Her old research partner had told her that he was willing to help her escape from the Republic’s clutches but that he wasn’t willing to risk his aid for her “drug addict” friend as well. Moon remained obstinate. The both of them came, or neither of them. Kad had then asked her what she had to trade in return for the rescue.
“I told him I still had my research notes,” she finished, watching Srin carefully as she related the episode.
He didn’t look happy. “You traded your stellar re-ignition work for our freedom?”
She threw her hands into the air. “I would have traded anything else, but I didn’t have anything else. And I thought we were very close to getting caught.”
Srin’s voice rose a little higher in disbelief. “Does he know the missile failed?”
“Yes,” Moon admitted, trying hard not to think of that moment when the probe had launched, had penetrated the star…but failed to initiate the cascade reaction she’d hoped for. “But I told him I knew where we went wrong.”
“So you lied to him?”
Moon laughed, but the sound was shaky. Roughly, she ran a hand through the hair that tickled her shoulders. “Love, I would have lied to the Republic’s First President himself if I thought it would buy us a way off that rock.”
But she wasn’t getting off the hook that easily.
Srin’s voice was measured. “And yet something makes you think that this Kad Minslok character can’t be trusted?”
Moon looked down at the floor and clicked her tongue in exasperation before meeting her lover’s gaze again.
“You didn’t know me when I was Moon Thadin, premier researcher at the Phyllis Science Centre.” She made her voice sound dramatic before grimacing. “To put it in a nutshell, I was an arse. No, really,” she added, when Srin snorted. ”I had run through rivers of money and I didn’t care if I ran through an ocean more, if it meant I could vindicate my research. I,” she swallowed, “I didn’t take much notice of anyone around me, except through the lens of how they could help my research.”
“Then you met Kad Minslok and you changed?”
“Oh no,” Moon countered emphatically. “I didn’t take any notice of Kad at all. Never asked him about his personal life, his hobbies or interests. To this day,” she shrugged, “I don’t know if he’s bonded or even if he has children.”
“You were focused, Moon,” he told her gently.
She shook her head. “Oh no, I was selfish.”
Srin was silent for a moment. “So what happened?”
Moon raised a hand and let it fall limply back to her lap. “Well, Kad went all ‘terrorist rebel’ on me and managed to evade the Security Force squad that was sent to apprehend him. I was thrown in jail under suspicion of being an accomplice.
“Look,” she said suddenly, “the reason I’m mentioning all this is that, while I thought I hadn’t taken notice of anybody, I think my subconscious was recording…impressions of Kad.”
“Impressions?”
“It’s difficult to put in words,” Moon said with a sigh. “Here I am, a renowned scientist, and I’m left scrabbling around trying to explain my intuitions .”
“I wouldn’t be so dismissive,” Srin said. “If it wasn’t for my intuition, I doubt I would ever have trusted you. And look what happened when I did? We’re freer than we’ve been in decades.”
Moon allowed herself a small smile before continuing her story. “All right. Let’s say my intuition is worth something. What it told me is that the Kad I faced on Wessness was different to the Kad I had worked with.”
“Different. In what way?”
“More confident.” She sifted through her memories of that conversation. “More ruthless. There was something about him I wasn’t so comfortable with.”
Srin looked up at the ceiling. Moon could tell from the expressions flashing across his face that he was trying to put everything he’d told her into a coherent model.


**Work required:**
Without the pictures, return each record as it appears.
*** Input material Section Begins ***
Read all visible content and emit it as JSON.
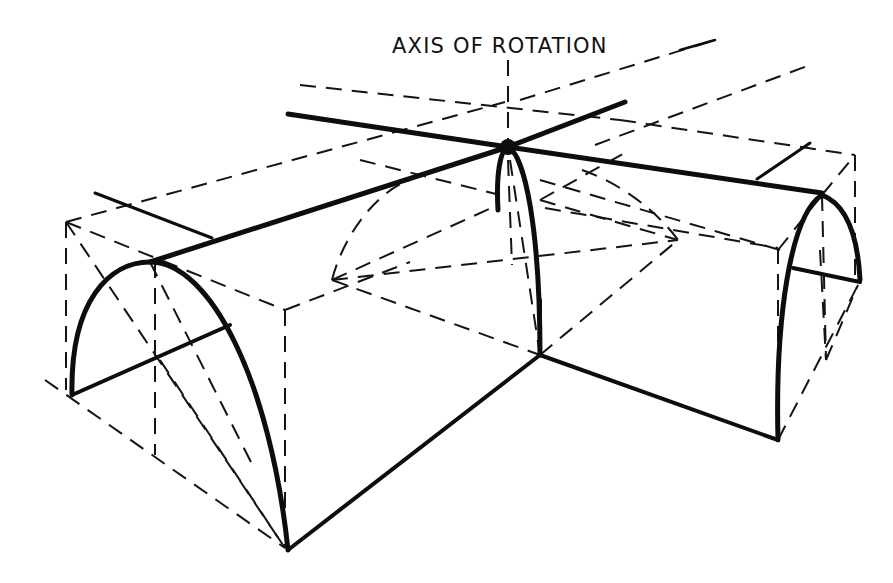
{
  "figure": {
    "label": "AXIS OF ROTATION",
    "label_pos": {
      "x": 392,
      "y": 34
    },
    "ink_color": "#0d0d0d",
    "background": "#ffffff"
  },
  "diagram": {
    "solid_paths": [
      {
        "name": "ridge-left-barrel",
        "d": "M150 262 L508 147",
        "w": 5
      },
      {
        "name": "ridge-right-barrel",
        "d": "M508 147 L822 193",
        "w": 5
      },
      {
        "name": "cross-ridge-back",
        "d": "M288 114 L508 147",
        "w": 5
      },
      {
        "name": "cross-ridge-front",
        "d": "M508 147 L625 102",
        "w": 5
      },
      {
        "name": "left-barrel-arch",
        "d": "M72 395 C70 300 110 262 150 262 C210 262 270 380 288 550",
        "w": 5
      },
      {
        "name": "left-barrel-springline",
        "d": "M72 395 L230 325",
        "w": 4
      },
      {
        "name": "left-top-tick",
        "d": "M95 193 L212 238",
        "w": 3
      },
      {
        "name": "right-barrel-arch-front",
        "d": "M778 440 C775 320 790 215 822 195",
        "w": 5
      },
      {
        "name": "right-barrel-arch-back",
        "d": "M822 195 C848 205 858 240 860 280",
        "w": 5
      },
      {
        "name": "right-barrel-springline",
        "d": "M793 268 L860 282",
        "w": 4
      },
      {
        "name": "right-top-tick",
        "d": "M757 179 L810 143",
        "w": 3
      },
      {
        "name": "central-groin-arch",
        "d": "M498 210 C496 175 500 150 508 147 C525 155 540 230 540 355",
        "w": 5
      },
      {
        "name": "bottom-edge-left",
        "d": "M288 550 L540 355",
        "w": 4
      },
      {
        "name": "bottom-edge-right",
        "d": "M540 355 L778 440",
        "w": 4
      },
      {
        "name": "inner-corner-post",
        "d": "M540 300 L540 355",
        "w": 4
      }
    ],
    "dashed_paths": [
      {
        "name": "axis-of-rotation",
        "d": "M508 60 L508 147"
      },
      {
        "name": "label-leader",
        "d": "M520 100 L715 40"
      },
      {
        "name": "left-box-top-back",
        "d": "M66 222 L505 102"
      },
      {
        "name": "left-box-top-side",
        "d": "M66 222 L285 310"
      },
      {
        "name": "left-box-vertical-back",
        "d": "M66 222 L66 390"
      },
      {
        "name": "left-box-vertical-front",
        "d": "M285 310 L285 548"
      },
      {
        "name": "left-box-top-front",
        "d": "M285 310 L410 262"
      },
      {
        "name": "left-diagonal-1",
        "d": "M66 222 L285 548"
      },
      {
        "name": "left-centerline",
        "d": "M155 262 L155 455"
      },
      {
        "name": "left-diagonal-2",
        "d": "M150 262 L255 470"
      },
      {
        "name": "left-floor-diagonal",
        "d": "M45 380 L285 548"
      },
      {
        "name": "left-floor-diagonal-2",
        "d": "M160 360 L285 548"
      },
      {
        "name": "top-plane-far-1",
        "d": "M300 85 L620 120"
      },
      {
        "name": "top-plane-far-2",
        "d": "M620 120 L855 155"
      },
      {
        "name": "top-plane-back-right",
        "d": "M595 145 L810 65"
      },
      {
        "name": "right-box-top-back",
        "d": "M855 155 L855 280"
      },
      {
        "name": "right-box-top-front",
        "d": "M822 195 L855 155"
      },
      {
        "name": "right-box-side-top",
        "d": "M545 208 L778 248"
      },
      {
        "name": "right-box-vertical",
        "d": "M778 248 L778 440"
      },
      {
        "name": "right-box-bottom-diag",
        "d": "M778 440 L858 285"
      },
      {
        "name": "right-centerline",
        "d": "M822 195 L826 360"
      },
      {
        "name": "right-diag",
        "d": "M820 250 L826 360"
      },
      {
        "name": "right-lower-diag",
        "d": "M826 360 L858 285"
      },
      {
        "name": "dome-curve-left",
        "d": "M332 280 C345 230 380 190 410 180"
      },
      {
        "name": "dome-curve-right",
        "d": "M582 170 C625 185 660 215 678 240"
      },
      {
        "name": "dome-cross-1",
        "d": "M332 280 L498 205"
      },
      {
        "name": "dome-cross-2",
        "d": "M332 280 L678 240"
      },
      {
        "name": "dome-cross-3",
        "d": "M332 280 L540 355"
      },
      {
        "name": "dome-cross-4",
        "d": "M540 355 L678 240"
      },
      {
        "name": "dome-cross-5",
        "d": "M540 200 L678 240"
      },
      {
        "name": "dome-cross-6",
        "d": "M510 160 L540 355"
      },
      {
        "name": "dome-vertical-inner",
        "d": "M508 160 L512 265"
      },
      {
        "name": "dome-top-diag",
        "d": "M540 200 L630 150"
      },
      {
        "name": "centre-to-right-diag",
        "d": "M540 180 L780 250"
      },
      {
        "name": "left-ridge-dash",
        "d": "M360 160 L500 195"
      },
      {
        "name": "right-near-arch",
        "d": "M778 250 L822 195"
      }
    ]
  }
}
*** Input material Section Ends ***
**Solution below:**
Read all visible content and emit it as JSON.
{
  "figure": {
    "label": "AXIS OF ROTATION",
    "label_pos": {
      "x": 392,
      "y": 34
    },
    "ink_color": "#0d0d0d",
    "background": "#ffffff"
  },
  "diagram": {
    "solid_paths": [
      {
        "name": "ridge-left-barrel",
        "d": "M150 262 L508 147",
        "w": 5
      },
      {
        "name": "ridge-right-barrel",
        "d": "M508 147 L822 193",
        "w": 5
      },
      {
        "name": "cross-ridge-back",
        "d": "M288 114 L508 147",
        "w": 5
      },
      {
        "name": "cross-ridge-front",
        "d": "M508 147 L625 102",
        "w": 5
      },
      {
        "name": "left-barrel-arch",
        "d": "M72 395 C70 300 110 262 150 262 C210 262 270 380 288 550",
        "w": 5
      },
      {
        "name": "left-barrel-springline",
        "d": "M72 395 L230 325",
        "w": 4
      },
      {
        "name": "left-top-tick",
        "d": "M95 193 L212 238",
        "w": 3
      },
      {
        "name": "right-barrel-arch-front",
        "d": "M778 440 C775 320 790 215 822 195",
        "w": 5
      },
      {
        "name": "right-barrel-arch-back",
        "d": "M822 195 C848 205 858 240 860 280",
        "w": 5
      },
      {
        "name": "right-barrel-springline",
        "d": "M793 268 L860 282",
        "w": 4
      },
      {
        "name": "right-top-tick",
        "d": "M757 179 L810 143",
        "w": 3
      },
      {
        "name": "central-groin-arch",
        "d": "M498 210 C496 175 500 150 508 147 C525 155 540 230 540 355",
        "w": 5
      },
      {
        "name": "bottom-edge-left",
        "d": "M288 550 L540 355",
        "w": 4
      },
      {
        "name": "bottom-edge-right",
        "d": "M540 355 L778 440",
        "w": 4
      },
      {
        "name": "inner-corner-post",
        "d": "M540 300 L540 355",
        "w": 4
      }
    ],
    "dashed_paths": [
      {
        "name": "axis-of-rotation",
        "d": "M508 60 L508 147"
      },
      {
        "name": "label-leader",
        "d": "M520 100 L715 40"
      },
      {
        "name": "left-box-top-back",
        "d": "M66 222 L505 102"
      },
      {
        "name": "left-box-top-side",
        "d": "M66 222 L285 310"
      },
      {
        "name": "left-box-vertical-back",
        "d": "M66 222 L66 390"
      },
      {
        "name": "left-box-vertical-front",
        "d": "M285 310 L285 548"
      },
      {
        "name": "left-box-top-front",
        "d": "M285 310 L410 262"
      },
      {
        "name": "left-diagonal-1",
        "d": "M66 222 L285 548"
      },
      {
        "name": "left-centerline",
        "d": "M155 262 L155 455"
      },
      {
        "name": "left-diagonal-2",
        "d": "M150 262 L255 470"
      },
      {
        "name": "left-floor-diagonal",
        "d": "M45 380 L285 548"
      },
      {
        "name": "left-floor-diagonal-2",
        "d": "M160 360 L285 548"
      },
      {
        "name": "top-plane-far-1",
        "d": "M300 85 L620 120"
      },
      {
        "name": "top-plane-far-2",
        "d": "M620 120 L855 155"
      },
      {
        "name": "top-plane-back-right",
        "d": "M595 145 L810 65"
      },
      {
        "name": "right-box-top-back",
        "d": "M855 155 L855 280"
      },
      {
        "name": "right-box-top-front",
        "d": "M822 195 L855 155"
      },
      {
        "name": "right-box-side-top",
        "d": "M545 208 L778 248"
      },
      {
        "name": "right-box-vertical",
        "d": "M778 248 L778 440"
      },
      {
        "name": "right-box-bottom-diag",
        "d": "M778 440 L858 285"
      },
      {
        "name": "right-centerline",
        "d": "M822 195 L826 360"
      },
      {
        "name": "right-diag",
        "d": "M820 250 L826 360"
      },
      {
        "name": "right-lower-diag",
        "d": "M826 360 L858 285"
      },
      {
        "name": "dome-curve-left",
        "d": "M332 280 C345 230 380 190 410 180"
      },
      {
        "name": "dome-curve-right",
        "d": "M582 170 C625 185 660 215 678 240"
      },
      {
        "name": "dome-cross-1",
        "d": "M332 280 L498 205"
      },
      {
        "name": "dome-cross-2",
        "d": "M332 280 L678 240"
      },
      {
        "name": "dome-cross-3",
        "d": "M332 280 L540 355"
      },
      {
        "name": "dome-cross-4",
        "d": "M540 355 L678 240"
      },
      {
        "name": "dome-cross-5",
        "d": "M540 200 L678 240"
      },
      {
        "name": "dome-cross-6",
        "d": "M510 160 L540 355"
      },
      {
        "name": "dome-vertical-inner",
        "d": "M508 160 L512 265"
      },
      {
        "name": "dome-top-diag",
        "d": "M540 200 L630 150"
      },
      {
        "name": "centre-to-right-diag",
        "d": "M540 180 L780 250"
      },
      {
        "name": "left-ridge-dash",
        "d": "M360 160 L500 195"
      },
      {
        "name": "right-near-arch",
        "d": "M778 250 L822 195"
      }
    ]
  }
}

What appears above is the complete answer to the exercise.